Caleca and Mendes depart PBS this month

Two of PBS's top technical officers are leaving this month: Ed Caleca, senior v.p. of technology and operations, and Andre Mendes, chief technology integration officer, according to TV Technology. Caleca leaves Sept. 15 and Mendes Sept. 29, the magazine's website said.

Amy Goodman to begin newspaper column

King Features Syndicate will begin distributing a weekly current-affairs column by Democracy Now! host Amy Goodman on Oct. 24, Editor & Publisher reports. She predicts "Amy Goodman: Breaking the Sound Barrier" will bring out voices of the "silenced majority." Goodman and her journalist brother David are co-authors of this year's Static: Government Liars, Media Cheerleaders, and the People Who Fight Back, now available at Wal-Mart!

Sep 8, 2006

PRI to launch evening comedy/variety show

This fall Public Radio International will launch Fair Game with Faith Salie, an hourlong evening program featuring interviews, political satire and in-studio musical performances. Host Salie has done standup comedy and appeared on TV shows including Significant Others and Star Trek: Deep Space Nine.

Sep 7, 2006

Performance Today, SymphonyCast move to APM

Beginning early next year,
American Public Media in St. Paul, Minn., will produce public radio's Performance Today and SymphonyCast. NPR will end production of the shows as it prepares an online music service, which will include the classical music shows and other offerings from APM. (Coverage in the Washington Post.)

Sep 6, 2006

Conclusions and speculation on the effects of tots' TV

The New York Times reviews recent research findings on what toddlers learn from television while Slate speculates on whether there's a link between autism and TV watching in early childhood.

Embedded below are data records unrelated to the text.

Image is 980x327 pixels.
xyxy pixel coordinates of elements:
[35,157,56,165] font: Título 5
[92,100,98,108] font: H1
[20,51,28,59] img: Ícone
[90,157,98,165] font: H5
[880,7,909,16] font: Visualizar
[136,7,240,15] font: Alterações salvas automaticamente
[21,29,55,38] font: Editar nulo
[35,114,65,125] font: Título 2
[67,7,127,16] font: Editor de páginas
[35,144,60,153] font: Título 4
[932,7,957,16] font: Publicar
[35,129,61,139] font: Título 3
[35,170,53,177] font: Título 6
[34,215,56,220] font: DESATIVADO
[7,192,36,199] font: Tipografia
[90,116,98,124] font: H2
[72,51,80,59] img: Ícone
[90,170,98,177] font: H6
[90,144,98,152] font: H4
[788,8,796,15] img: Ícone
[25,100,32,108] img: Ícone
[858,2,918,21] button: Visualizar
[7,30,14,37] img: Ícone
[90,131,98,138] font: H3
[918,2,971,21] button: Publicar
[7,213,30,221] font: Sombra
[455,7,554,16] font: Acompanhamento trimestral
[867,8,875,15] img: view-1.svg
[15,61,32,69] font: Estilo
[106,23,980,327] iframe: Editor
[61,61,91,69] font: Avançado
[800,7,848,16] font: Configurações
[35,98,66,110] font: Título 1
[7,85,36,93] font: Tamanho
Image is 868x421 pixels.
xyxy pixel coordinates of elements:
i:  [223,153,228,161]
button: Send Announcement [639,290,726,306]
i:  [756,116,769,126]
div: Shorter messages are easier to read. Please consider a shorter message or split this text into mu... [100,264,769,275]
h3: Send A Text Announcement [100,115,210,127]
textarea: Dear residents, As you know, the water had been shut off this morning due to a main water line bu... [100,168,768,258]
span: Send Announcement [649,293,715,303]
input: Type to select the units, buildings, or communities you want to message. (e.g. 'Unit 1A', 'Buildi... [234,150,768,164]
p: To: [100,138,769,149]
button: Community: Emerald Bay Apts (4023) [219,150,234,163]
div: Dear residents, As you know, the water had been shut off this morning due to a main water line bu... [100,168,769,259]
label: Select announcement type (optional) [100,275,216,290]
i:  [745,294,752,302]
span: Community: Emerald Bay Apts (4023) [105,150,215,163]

WNIT to relocate to South Bend

WNIT in Elkhart, Ind., plans to move to downtown South Bend in 2009, taking over a building to be vacated by the local CBS affiliate.

Sep 5, 2006

WTC's blue and white collar heroes

Of the two documentaries airing tonight that recall the fiery collapses of the World Trade Center's twin towers, New York Times Critic Virginia Heffernan prefers Spike TV's program over PBS's. "Once you give in to the program’s pointy-headedness, though, the pedantry is not worthless," she writes of Nova's "Building on Ground Zero."

Bozell to hand over reins of PTC

Brent Bozell will step down as president of the Parent's Television Council, the group that led the charge against broadcast indecency after Janet Jackson's 2004 "wardrobe malfunction." His successor is Tim Winter, a former NBC executive who wants to work collaboratively with broadcasters, reports the Los Angeles Times.

Claim: New TV tech will double visible color palette

Researchers in Switzerland say they're developing a nano technology that will allow future TVs to present every color the human eye can see, or roughly double the range offered by current plasma, LCD and projection screens, Wired reports. It will likely take at least eight years to get the technology, which uses an elastic, rather than fixed, diffraction grating that can be tuned to present additional colors, into commercial products.

Sep 1, 2006

Emmy broadcast prompts obscenity complaint

The Los Angeles Times reports that the Parents Television Council filed an FCC complaint over obscenities uttered by two actresses during the Aug. 27 live telecast of the Primetime Emmy Awards.

Ombudsman on PBS's online ads

Viewers aren't complaining much about PBS's online advertising practices, writes PBS Ombudsman Michael Getler, but criticisms leveled by media activist Jeff Chester are healthy. The objections are forcing "an airing about how this very important, and unique, public broadcasting service is gliding into a new source of revenue," Getler writes.

Tavis Smiley's "Covenant"

Writing for The Nation, Amy Alexander examines the impact of Tavis Smiley's The Covenant with Black America. "One doesn't just read The Covenant With Black America," she says. "Rather, to read this nonfiction manifesto-cum-workbook is to become part of a multimedia movement aimed at increasing black political and economic power."